For the government, there seems to be only one way for formulating policy – inviting stakeholders to the presidential palace for discussions. This is the way President Nikos Christodoulides likes to operate as it is in line with his ideas about listening to people and engaging with stakeholders before a decision is taken. The method may work well for him, although experience suggests that decision-making by committee is cumbersome and ineffective as it often looks for a consensual rather than best solution.
On Tuesday, addressing the AGM of the Federation of Employers and Industrialists (Oev), the president announced the government’s decision “to institutionalise direct dialogue with the business community.” This would allow everyone to work together and share plans, leveraging everyone’s expertise including the cabinet’s who will listen to feedback before moving forward. There was a similar meeting with foreign investors last year which had positive outcomes, he said, underlining that “businesses are the driving force of economic development” and that no government can “fully develop the potential of the economy without the active cooperation of business.”
Nobody could disagree with these views, although the government’s actions, in its first year in office, do not seem to support them. In this first year, the government has satisfied all the demands of the unions, even if this meant applying the brakes on the driving force of economic development.
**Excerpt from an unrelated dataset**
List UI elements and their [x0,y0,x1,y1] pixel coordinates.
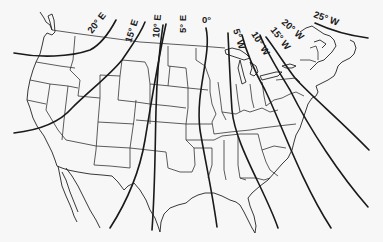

In fact, Labour Minister Yiannis Panayiotou has been at the beck and call of union bosses, openly siding with them in every dispute with employers’ organisations.
The latest example of this bias was the setting up of an advisory tripartite committee that will offer advice on the labour needs of the market, with regard to applications for work permits for third country nationals. This committee, which was set up to satisfy the unions that demanded a say in the issuing of work permits to businesses for some time now, will set employment criteria. If the unions and employers do not reach agreement on the criteria the labour minister, who has proved his complete lack of objectivity time and again, will submit his proposal.
This lack of objectivity, which must have the president’s blessing, was evident in the mediation proposal Panayiotou submitted in the dispute between Hellenic Bank and the union Etyk, which has lasted for years. If the bank chairman’s statement is anything to go by (“we adopted positions that were red lines in past years”), everything demanded by Etyk was given to it by the minister and bank was obliged to accept it.
This consistent bias shown by the labour minister in all labour disputes makes a mockery of the president’s assertion about the importance of business. From day one, his government has done whatever unions demanded ignoring the negative effects these decisions had on businesses and their development, but a year later it has decided it should also listen to representatives of businesses. Perhaps this is progress.